The Westerners tells two richly detailed and interwoven stories. The first reveals the captivating lives of women and men moving through the American West—Indigenous peoples, Black Americans, Mexican Americans, and Canadian and Asian immigrants—in the 19th century. The second tracks the attempts of many Americans to erase these westerners from history, through a frontier myth that lionized individualism and conquest and celebrated white settlers traveling west in search of prosperity.
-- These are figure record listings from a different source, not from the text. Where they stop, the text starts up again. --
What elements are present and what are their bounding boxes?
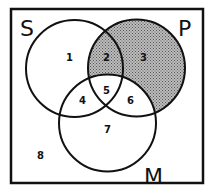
region-label-1: 1 (66, 52, 73, 63)
region-label-3: 3 (140, 52, 147, 63)
region-label-5: 5 (103, 85, 110, 96)
region-label-7: 7 (104, 124, 111, 135)
region-label-6: 6 (127, 95, 134, 106)
region-label-4: 4 (79, 95, 86, 106)
set-label-m: M (144, 164, 163, 189)
set-label-s: S (20, 16, 34, 41)
region-label-8: 8 (37, 150, 44, 161)
region-label-2: 2 (103, 52, 110, 63)
set-label-p: P (178, 16, 191, 41)
venn-diagram: S P M 1 2 3 4 5 6 7 8 (0, 0, 211, 195)
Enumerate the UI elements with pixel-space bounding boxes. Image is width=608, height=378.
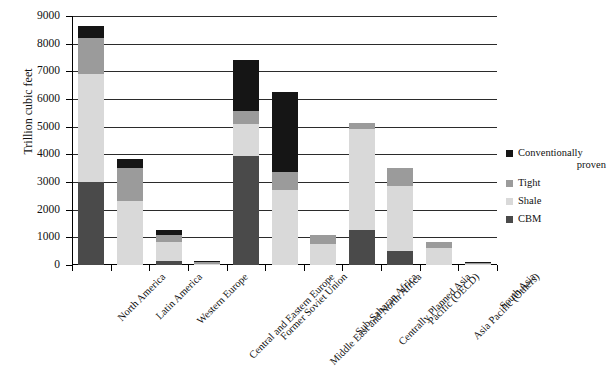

Nelson’s vivid, eye-opening account centers on seven extraordinary individuals whose lives capture the true history of the frontier: Sacajawea, not just Lewis and Clark’s guide but an explorer who forged her own path; Jim Beckwourth, a biracial fur trader whose sharp cultural insight made him indispensable; María Gertrudis Barceló, a Hispana gambling saloon owner who broke every stereotype to become the wealthiest woman in Santa Fe; Ovando Hollister, a gold miner, soldier, and newspaper man who championed Western expansion; Little Wolf, a Northern Cheyenne chief whose courageous leadership secured his people’s future; Canadian immigrant Ella Watson, who strove to become a ranch woman in a male-dominated world; and the defiant Polly Bemis, a Chinese immigrant who carved out a life in Idaho despite federal expulsion efforts. Nelson roots this bold new history of the American West in the deep research and gripping storytelling that have garnered her critical acclaim. Highlighting the perseverance and ingenuity of the communities that have otherwise been forgotten or erased from history, The Westerners challenges us to reimagine who we are and where we came from.

About the Speaker

Born and raised in Colorado, Megan Kate Nelson is a historian and writer based in Boston, with a BA from Harvard and a PhD in American Studies from the University of Iowa. She is the author of five books, including The Three-Cornered War: The Union, the Confederacy, and Native Peoples in the Fight for the West (2021 Pulitzer Prize finalist in History) and Saving Yellowstone: Exploration and Preservation in Reconstruction America (winner of the 2023 Spur Award for Historical Nonfiction). Her new book, The Westerners: Mythmaking and Belonging on the American Frontier, was published by Scribner in March 2026. Dr. Nelson writes about the Civil War, the U.S. West, and American culture for The New York Times, Washington Post, The Atlantic, Smithsonian Magazine, Slate, and Time. She is an elected member of the prestigious Society of American Historians and was the 2024-2025 Rogers Distinguished Fellow in Nineteenth-Century American History at the Huntington Library in San Marino, California.